My fingers instinctively curl around the knife I have resting in my lap as I work out who I might need to stab on my way to the door.
I’ve heard this all before. Notably, before the auction in club Asylum.
I’m not going through that again.
“We don’t have time to go shopping,” Garrison says as I struggle to breathe.
I’m doing all the right things, air in through my nose and out of my mouth, but I’m breathless, so I must not be doing it right.
Now they are all looking at me, and I’m trying not to react to being the center of attention the way I’d be back at the Asylum auction.
I’m in a silk slip, trapped in a glass room. Alphas are bidding on me and a voice is yelling prices as I shrink away from their hungry attention, nails scrabbling for a way out, and?—
“Resa?” Garrison’s voice is like falling backward into a cold lake.
I look at him.
Breathing in through my mouth and out of my nose, I release the tight grip I have on the sweaty knife hilt. I strangle my panic as I compose myself under his quiet scrutiny. “What?”
“Did you have a particular style?” he asks.
“Style?” I echo.
You have got to start paying more attention to your surroundings, Resa. What were you just saying about the importance of details?
He flips open the lid of the laptop in front of him and turns it to face me. “It’s not safe to take you to a store, but if you want to look through this shop’s website, we can send Lex to pick you up a dress. Maybe something simple like this, so the party’s attendants know you’re working and leave you alone.”
This store happens to be a designer boutique. My parents weren’t wealthy and seeing how many zeros at the end of such simple looking dresses is bringing me out in a sweat. Maybe even hives.
I keep forgetting they have money.
I look at those zeroes and I gulp. “That’s a lot of money for a dress.”
“We’re good at what we do and the people who pay us know it,” Garrison says.
He wants me to pick out a two thousand dollar dress that I’ll wear for one night—less, actually—five or six hours and likely never wear again, and he’s good with that?
“I don’t think I need a dress so…” I gesture with my left hand since my right is busy sweating on a knife. Expensive? Designer? “I’ll just be at the back so?—”
“The cost isn’t important. Choose something you like and it’s yours,” Garrison interrupts.
So he’s good with it. Totally fine with throwing money away on me for no good reason.
Vaughn swipes the laptop from Garrison and winces. “Yeesh, that’s ugly. She’s not wearing those maid outfits.”
I frown. “I don’t care what I wear.”
A few taps, a nod of approval, and Vaughn swivels the monitor to face me. “This one.”
If I thought two thousand dollar dresses was expensive, the dress Vaughn picks out, a beautiful confection of black lace, makes me relieved I’m sitting down.
A dress like that belongs on an omega who lives a dream life I would see on TV or in fashion magazines being wined and dined by handsome, wealthy alphas.
A dress like that, as beautiful as it is, does not belong on someone like me.
My smile is as brittle as I nudge the laptop away. “I appreciate the thought, but I don’t need an expensive dress. If I’m going to be at the back, then I can just wear this. Maybe something black, to not attract any attention.”
Garrison nods as he takes the laptop, closing it firmly on the most beautiful dress I’ve ever seen in my life. “Then Lex can pick up something black. Maybe jeans and a T-shirt?”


What to do:
Copy out the records in full, word for word, without pictures.

Records supplied:
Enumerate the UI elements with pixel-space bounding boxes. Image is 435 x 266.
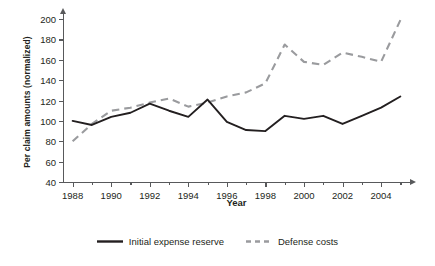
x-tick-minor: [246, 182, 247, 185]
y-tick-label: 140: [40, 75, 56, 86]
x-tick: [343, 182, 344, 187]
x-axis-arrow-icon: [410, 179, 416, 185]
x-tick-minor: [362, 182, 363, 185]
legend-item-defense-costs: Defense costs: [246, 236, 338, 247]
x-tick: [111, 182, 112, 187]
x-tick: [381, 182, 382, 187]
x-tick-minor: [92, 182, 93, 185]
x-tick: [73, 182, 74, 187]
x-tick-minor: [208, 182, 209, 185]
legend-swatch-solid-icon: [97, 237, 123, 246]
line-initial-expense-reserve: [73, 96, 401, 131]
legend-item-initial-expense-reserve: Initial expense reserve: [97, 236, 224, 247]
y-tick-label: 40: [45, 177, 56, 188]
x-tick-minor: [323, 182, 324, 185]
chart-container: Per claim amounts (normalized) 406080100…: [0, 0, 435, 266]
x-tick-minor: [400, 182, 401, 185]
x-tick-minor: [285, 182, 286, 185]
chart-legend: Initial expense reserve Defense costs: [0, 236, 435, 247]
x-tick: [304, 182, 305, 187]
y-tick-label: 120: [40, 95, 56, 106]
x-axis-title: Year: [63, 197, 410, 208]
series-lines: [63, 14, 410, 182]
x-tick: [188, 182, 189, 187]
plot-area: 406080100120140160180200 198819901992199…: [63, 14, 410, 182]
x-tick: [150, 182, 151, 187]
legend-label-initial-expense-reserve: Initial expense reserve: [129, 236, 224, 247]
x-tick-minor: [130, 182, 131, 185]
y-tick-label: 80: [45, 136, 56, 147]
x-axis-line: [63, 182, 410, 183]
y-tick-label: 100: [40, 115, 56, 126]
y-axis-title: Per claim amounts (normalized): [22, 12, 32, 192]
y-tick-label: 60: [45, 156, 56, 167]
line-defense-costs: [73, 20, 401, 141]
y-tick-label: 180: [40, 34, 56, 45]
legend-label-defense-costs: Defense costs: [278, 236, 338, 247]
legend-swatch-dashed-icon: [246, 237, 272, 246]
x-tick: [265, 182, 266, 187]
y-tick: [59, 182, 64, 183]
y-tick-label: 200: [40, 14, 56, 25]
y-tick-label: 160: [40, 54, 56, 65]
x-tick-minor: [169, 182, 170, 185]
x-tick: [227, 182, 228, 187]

Response to this exercise:
Enumerate the UI elements with pixel-space bounding boxes. Image is 435 x 266.
x-tick-minor: [246, 182, 247, 185]
y-tick-label: 140: [40, 75, 56, 86]
x-tick: [343, 182, 344, 187]
x-axis-arrow-icon: [410, 179, 416, 185]
x-tick-minor: [362, 182, 363, 185]
legend-item-defense-costs: Defense costs: [246, 236, 338, 247]
x-tick: [111, 182, 112, 187]
x-tick: [381, 182, 382, 187]
x-tick-minor: [92, 182, 93, 185]
x-tick: [73, 182, 74, 187]
x-tick-minor: [208, 182, 209, 185]
legend-swatch-solid-icon: [97, 237, 123, 246]
line-initial-expense-reserve: [73, 96, 401, 131]
legend-item-initial-expense-reserve: Initial expense reserve: [97, 236, 224, 247]
y-tick-label: 40: [45, 177, 56, 188]
x-tick-minor: [323, 182, 324, 185]
chart-container: Per claim amounts (normalized) 406080100…: [0, 0, 435, 266]
x-tick-minor: [400, 182, 401, 185]
x-tick-minor: [285, 182, 286, 185]
chart-legend: Initial expense reserve Defense costs: [0, 236, 435, 247]
x-tick: [304, 182, 305, 187]
y-tick-label: 120: [40, 95, 56, 106]
x-axis-title: Year: [63, 197, 410, 208]
series-lines: [63, 14, 410, 182]
x-tick: [188, 182, 189, 187]
plot-area: 406080100120140160180200 198819901992199…: [63, 14, 410, 182]
x-tick: [150, 182, 151, 187]
legend-label-initial-expense-reserve: Initial expense reserve: [129, 236, 224, 247]
x-tick-minor: [130, 182, 131, 185]
y-tick-label: 80: [45, 136, 56, 147]
x-axis-line: [63, 182, 410, 183]
y-tick-label: 100: [40, 115, 56, 126]
y-axis-title: Per claim amounts (normalized): [22, 12, 32, 192]
y-tick-label: 60: [45, 156, 56, 167]
line-defense-costs: [73, 20, 401, 141]
y-tick-label: 180: [40, 34, 56, 45]
legend-label-defense-costs: Defense costs: [278, 236, 338, 247]
legend-swatch-dashed-icon: [246, 237, 272, 246]
x-tick: [265, 182, 266, 187]
y-tick: [59, 182, 64, 183]
y-tick-label: 200: [40, 14, 56, 25]
y-tick-label: 160: [40, 54, 56, 65]
x-tick-minor: [169, 182, 170, 185]
x-tick: [227, 182, 228, 187]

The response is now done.